Stream/Society--Angels Are Made of Light (2018) | James Longley
NOTICE: Screen/Society's public screenings may be on hiatus for the time being (stay up to date with Duke University's Coronavirus Response here) but we have been busy exploring ways to bring Screen/Society programming into your home streaming environment, in our new incarnation as "Stream/Society".
We're excited to announce that we've partnered once again with our friends at Grasshopper Film to bring you a special time-limited opportunity to stream James Longley's film, Angels Are Made of Light, starting Wednesday afternoon (April 22nd) and ending at 11:59pm on Friday night (April 24th).

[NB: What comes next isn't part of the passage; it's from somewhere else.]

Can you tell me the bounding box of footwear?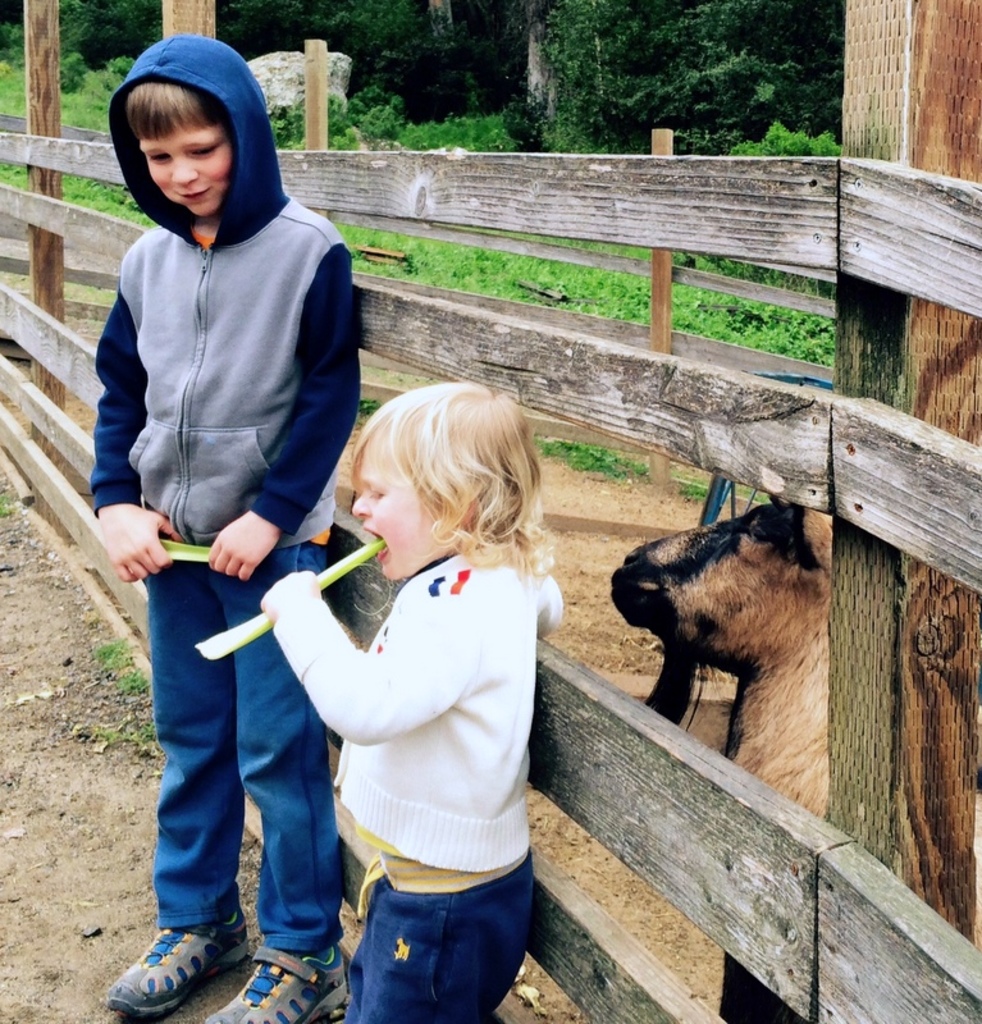
[x1=197, y1=937, x2=351, y2=1023].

- For instructions on how to gain access to the streaming site for this film during the April 22-24 time window, please write to hank.okazaki@duke.edu
- Access to future "Stream/Society" streaming opportunities is automatically granted to audience members who sign up for the Screen/Society mailing list
Angels Are Made of Light
(James Longley, 2018, 117 min, USA, Color, Streaming)

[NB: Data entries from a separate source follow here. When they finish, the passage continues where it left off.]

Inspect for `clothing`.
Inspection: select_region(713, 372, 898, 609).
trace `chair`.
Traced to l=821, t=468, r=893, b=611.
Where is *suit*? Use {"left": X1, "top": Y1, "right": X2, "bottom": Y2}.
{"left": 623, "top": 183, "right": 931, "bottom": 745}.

A stirring and beautiful documentary from Academy Award-nominated director James Longley (Iraq in Fragments), Angels Are Made of Light traces the lives of young students and their teachers at a school in the old city of Kabul. Interweaving the modern history of Afghanistan with present-day portraits, the film offers an intimate and nuanced vision of a society living in the shadow of war.

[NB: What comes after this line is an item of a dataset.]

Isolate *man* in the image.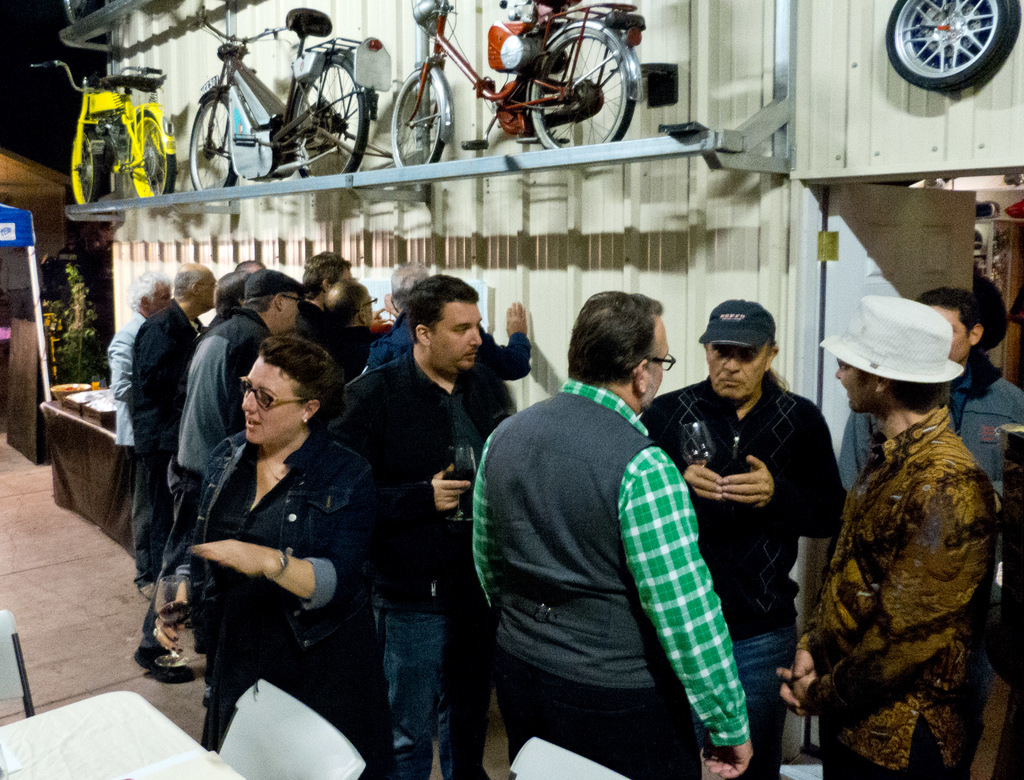
Isolated region: rect(300, 250, 352, 330).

"A remarkable film. What is life like on the ground for ordinary people in another culture, another world? That’s been the bread and butter of observational documentaries for forever, but almost never is it done with the kind of beauty and grace filmmaker James Longley brings to Angels are Made of Light." -- Kenneth Turan, Los Angeles Times
"Long shots of Kabul reveal the ragged majesty of the city; footage of streets, shops and doorways absorbs us in the hustle and bustle of neighborhood life; attentive close-ups convey people’s complicated thoughts. The director finds beauty everywhere — in a cloud of dust, a traffic jam, the raucous din of children at play. And wherever such beauty exists, we imagine, hope can never be entirely absent." -- Bilge Ebiri, New York Times (Critic's Pick)
Sponsored by the Program in the Arts of the Moving Image (AMI).
Screen/Society screenings are free and open to the public.